Next Week's Ex Board - A Serious Challenge to UNICEF Policies by 'Friends of the Family" with Comments by Kul Gautam and Detlef Palm
The letter below indicates that an important coalition of delegations plans to challenge a long list of key UNICEF policies - many of which have formed important parts of our past work and current commitments.
Be sure to read the letter carefully, as well as the important comments by Kul Gautam and Detlef Palm.
From Kul Gautam
I had no idea about this controversy brewing at the UNICEF Board.
The composition of the "Friends of the Family" Group reminds me of a similar "unholy alliance" of like-minded groups nurtured by the delegation of the Holy See (and some Islamic states and "pro-life" NGOs) at the time of the UN General Assembly Special Session on Children in 2001-2002. It derailed the negotiations of the outcome document of the SSC for many months, and I had many sleepless nights contending with it. At that time the Bush (Jr) administration tacitly supported such a group. But we were always able to craft a compromise language to defuse the crisis after much deliberations and haggling informally.
I see that the "Friends of the Family" group comprises largely Muslim countries aided and abetted by the Russian Federation & its henchmen in Belarus & Nicaragua. So it seems like a more broad-based group than the one in 2001-2002.
I hope Henrietta Fore has some really good and skillful colleagues handling the negotiations. Usually, in such a situation, you also need a couple of very skillful Board members to help the Secretariat. Luckily, the Board Chair (from Lithuania) and Bureau members are from countries that are not part of the "Friends of the Family".
While UNICEF should be adamant on the rights-based approach, non-discrimination, and championing for the marginalized and disadvantaged groups, I hope it treads cautiously on issues of "sexual orientation and gender identity", leaving that to other UN agencies to handle. In the past, we always found a way to navigate controversial issues by saying something to the effect that "UNICEF will collaborate with all sister UN agencies in areas agreed at major UN conferences, treaties and conventions, but each agency acting according to its own mandates". That way we could have our cake and eat it too.
Hope Henrietta Fore's last Board is a congenial Swan-song session which I believe she richly deserves it to be.
Kul
From Detlef Palm
The letter below was apparently sent in preparation of the UNICEF September Board meeting, where the new UNICEF Strategic Plan 2022-2025 will be discussed on the 8th September.
Whether or not you read the Strategic Plan, we all may have views about the below letter by the ‘Group of Friends of the Family’. The issuance of the letter – beyond the specifics of its complaints – begs different questions. UNICEF has spent about 33% (one third) of its total 2020 expenditure in the countries belonging to this group, which is a major constituency of UNICEF’s work. Should the often very large country offices, which one would presume were involved in the preparation of the Strategic Plan and who should have ample knowledge of the local views, not have checked with their partners, or at least sensed some of the controversies? Should the remarks by Russia in the June Board, where the draft Strategic Plan was discussed, not have been a forewarning of this dissent? I believe we see a dilemma – between (on one hand) the concept of a strategic plan where everything becomes a priority and which aims to set the global UNICEF direction, and (on the other hand) what we know as the country programming process where UNICEF helps governments to implement national priorities for children. I would be interested to hear from our members, including those from the countries of the group of friends of the family.

unicef is threading in dangerous waters… and some of the signatories are rather problematic…In addition, doing diplomacy by Zoom is not a substitute for in person diplomacy. Unicef lost personal contact and touch with its constituents and did it all in a bubble as Detlef says.
ReplyDeleteSenior Colleagues,
ReplyDeleteI am writing this with acute awareness that some of the readers may not agree with what I am writing here in relation to UNICEF’s strategic plan and concerns raised by ‘Friends of the Family’.
No one can and shall dispute that we have to continue promoting CRC 1990. In the same spirit we have to support and honour individual human rights without any discriminations. But there are occasions where we tend to modify some of the languages to accommodate certain views, possibly under pressure(?). In the current context the issue is related to sexual orientation, etc. which is stirring the hot pot.
I am giving you an example here which to me is more than amusing. I was babysitting for my seven-year-old grandson for his online class. In June the school was celebrating ‘Pride Month’. Yes, it is the whole month. During one of those days the teacher was telling the class that it is okay to have two Dads or two Mums. Two Dads can share their life and live as family. Two Mums can live together and live as family, etc.
The presentation was as such that it was not only accepting the lifestyle of LGBT but it seems like you actually have to try it to see how it is to be a LGBT. It seems like this kind of presentation is implanting ideas on children that may never occur in their head.
I think the idea of sexual orientation and their rights may have gone beyond accepting and honouring their rights. There are many issues that give rise to right wing politicians. This is one among them.
The best for UNICEF is to stick with the CRC 1990 language. We do not need to be more Christian than the Pope.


Return all of the entries exactly, but do not include the pictures.

----- Data shown

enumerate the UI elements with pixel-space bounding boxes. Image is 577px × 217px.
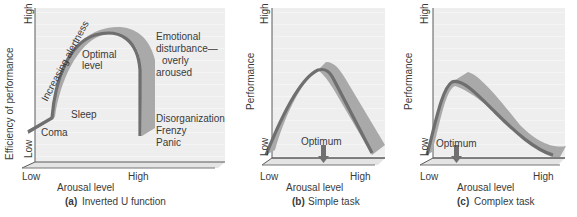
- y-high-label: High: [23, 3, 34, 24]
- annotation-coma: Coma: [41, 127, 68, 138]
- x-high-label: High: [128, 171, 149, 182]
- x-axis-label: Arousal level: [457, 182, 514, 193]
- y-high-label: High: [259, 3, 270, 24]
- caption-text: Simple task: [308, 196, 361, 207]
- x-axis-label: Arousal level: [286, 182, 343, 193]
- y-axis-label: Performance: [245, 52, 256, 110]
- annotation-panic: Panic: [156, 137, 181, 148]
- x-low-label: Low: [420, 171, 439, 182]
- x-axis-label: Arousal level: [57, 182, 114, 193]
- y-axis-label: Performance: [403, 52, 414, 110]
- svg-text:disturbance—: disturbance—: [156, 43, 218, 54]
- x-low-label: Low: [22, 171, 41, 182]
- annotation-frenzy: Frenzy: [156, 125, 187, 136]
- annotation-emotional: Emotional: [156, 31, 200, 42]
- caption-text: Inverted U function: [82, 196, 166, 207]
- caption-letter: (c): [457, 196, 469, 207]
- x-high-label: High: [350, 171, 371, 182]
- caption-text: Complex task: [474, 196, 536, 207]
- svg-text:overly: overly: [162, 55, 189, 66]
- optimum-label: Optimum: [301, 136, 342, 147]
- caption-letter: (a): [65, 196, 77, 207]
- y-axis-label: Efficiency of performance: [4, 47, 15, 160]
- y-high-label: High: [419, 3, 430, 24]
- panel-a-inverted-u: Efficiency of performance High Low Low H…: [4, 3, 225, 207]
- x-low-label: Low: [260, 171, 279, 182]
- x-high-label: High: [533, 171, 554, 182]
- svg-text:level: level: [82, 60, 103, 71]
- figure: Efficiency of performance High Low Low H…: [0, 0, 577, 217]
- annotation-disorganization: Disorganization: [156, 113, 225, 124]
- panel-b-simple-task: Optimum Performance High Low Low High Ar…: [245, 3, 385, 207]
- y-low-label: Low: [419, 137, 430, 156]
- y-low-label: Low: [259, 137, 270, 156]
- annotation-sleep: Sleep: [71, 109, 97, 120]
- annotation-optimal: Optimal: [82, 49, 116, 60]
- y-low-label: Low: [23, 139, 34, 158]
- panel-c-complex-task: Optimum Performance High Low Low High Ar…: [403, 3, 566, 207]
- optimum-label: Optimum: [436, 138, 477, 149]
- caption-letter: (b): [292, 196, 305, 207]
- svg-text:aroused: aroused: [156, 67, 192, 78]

----------

◆ Solved exercise:
enumerate the UI elements with pixel-space bounding boxes. Image is 577px × 217px.
- y-high-label: High: [23, 3, 34, 24]
- annotation-coma: Coma: [41, 127, 68, 138]
- x-high-label: High: [128, 171, 149, 182]
- x-axis-label: Arousal level: [457, 182, 514, 193]
- y-high-label: High: [259, 3, 270, 24]
- caption-text: Simple task: [308, 196, 361, 207]
- x-axis-label: Arousal level: [286, 182, 343, 193]
- y-axis-label: Performance: [245, 52, 256, 110]
- annotation-panic: Panic: [156, 137, 181, 148]
- x-low-label: Low: [420, 171, 439, 182]
- x-axis-label: Arousal level: [57, 182, 114, 193]
- y-axis-label: Performance: [403, 52, 414, 110]
- svg-text:disturbance—: disturbance—: [156, 43, 218, 54]
- x-low-label: Low: [22, 171, 41, 182]
- annotation-frenzy: Frenzy: [156, 125, 187, 136]
- annotation-emotional: Emotional: [156, 31, 200, 42]
- caption-text: Inverted U function: [82, 196, 166, 207]
- caption-letter: (c): [457, 196, 469, 207]
- x-high-label: High: [350, 171, 371, 182]
- caption-text: Complex task: [474, 196, 536, 207]
- svg-text:overly: overly: [162, 55, 189, 66]
- optimum-label: Optimum: [301, 136, 342, 147]
- caption-letter: (a): [65, 196, 77, 207]
- y-axis-label: Efficiency of performance: [4, 47, 15, 160]
- y-high-label: High: [419, 3, 430, 24]
- panel-a-inverted-u: Efficiency of performance High Low Low H…: [4, 3, 225, 207]
- x-low-label: Low: [260, 171, 279, 182]
- x-high-label: High: [533, 171, 554, 182]
- svg-text:level: level: [82, 60, 103, 71]
- figure: Efficiency of performance High Low Low H…: [0, 0, 577, 217]
- annotation-disorganization: Disorganization: [156, 113, 225, 124]
- panel-b-simple-task: Optimum Performance High Low Low High Ar…: [245, 3, 385, 207]
- y-low-label: Low: [419, 137, 430, 156]
- y-low-label: Low: [259, 137, 270, 156]
- annotation-sleep: Sleep: [71, 109, 97, 120]
- annotation-optimal: Optimal: [82, 49, 116, 60]
- y-low-label: Low: [23, 139, 34, 158]
- panel-c-complex-task: Optimum Performance High Low Low High Ar…: [403, 3, 566, 207]
- optimum-label: Optimum: [436, 138, 477, 149]
- caption-letter: (b): [292, 196, 305, 207]
- svg-text:aroused: aroused: [156, 67, 192, 78]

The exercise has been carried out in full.